To further decrease our response time, we deployed the application with aiohttp, an asynchronous web framework. This gave us the benefit of allowing the application to not sit idle and wait while downloading files or performing predictions. We always deploy our machine learning algorithms on CPU instances to be able to serve them at a reasonable cost.
Now, we could finally start working on actually making the application scalable and useful in production. There is a lot of infrastructure needed when developing and deploying new applications. We started by internally discussing different errors that could occur in the application and how to handle them. In order to keep track of the performance, we configured a collection of metrics, most importantly inference times and download times, which are being monitored and alerted on.
The issue that started this whole adventure, how to scale up our instances in a reliable way, was now ridiculously easy. We did some load tests to investigate the CPU and memory utilization, and then implemented a horizontal scaling policy that was triggered when the running instances reached a significant CPU load.
The stateless approach has saved us time, effort, and resources since we can easily scale horizontally in production and we don’t need to consider which instances the clients should connect to. There is always a trade-off between scaling vertically and horizontally. If money were never a problem, scaling vertically is almost always easier. Do you need more memory or computation power? Go get it! Run it on a better machine! At some point this becomes unreasonable, and then you have to rethink the architecture of the solution, in our case by creating stateless services that are easy to scale horizontally.

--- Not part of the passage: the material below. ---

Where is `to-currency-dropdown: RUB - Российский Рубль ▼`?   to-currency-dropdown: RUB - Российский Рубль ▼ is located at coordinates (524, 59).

This adventure of scalable machine learning applications will continue with developing new features to make the application even better. Stateless is good, but our use case would benefit from keeping track of the clients’ activities. Usually, one point cloud contains multiple objects that will be annotated, and with the current stateless solution, parts of the same point cloud will be downloaded multiple times. It seems that different design solutions will always have some drawbacks, where on one hand we don’t benefit from being completely stateless but on the other hand involving states makes scaling tricky.
Also, having a human in the loop puts a lot of demand on our applications, especially when it comes to responsiveness and user-friendliness. As we roll out the applications to more and more annotators, we get feedback from them which we are thankful for. Response time and different requirements from the users will make sure we develop these applications in new directions in the future.
At Kognic we are always looking out for new state of the art machine learning techniques that we can use in our annotation platform to annotate data faster with even higher quality. For our next project, we have learned to:
Good luck with your next machine learning project and happy coding!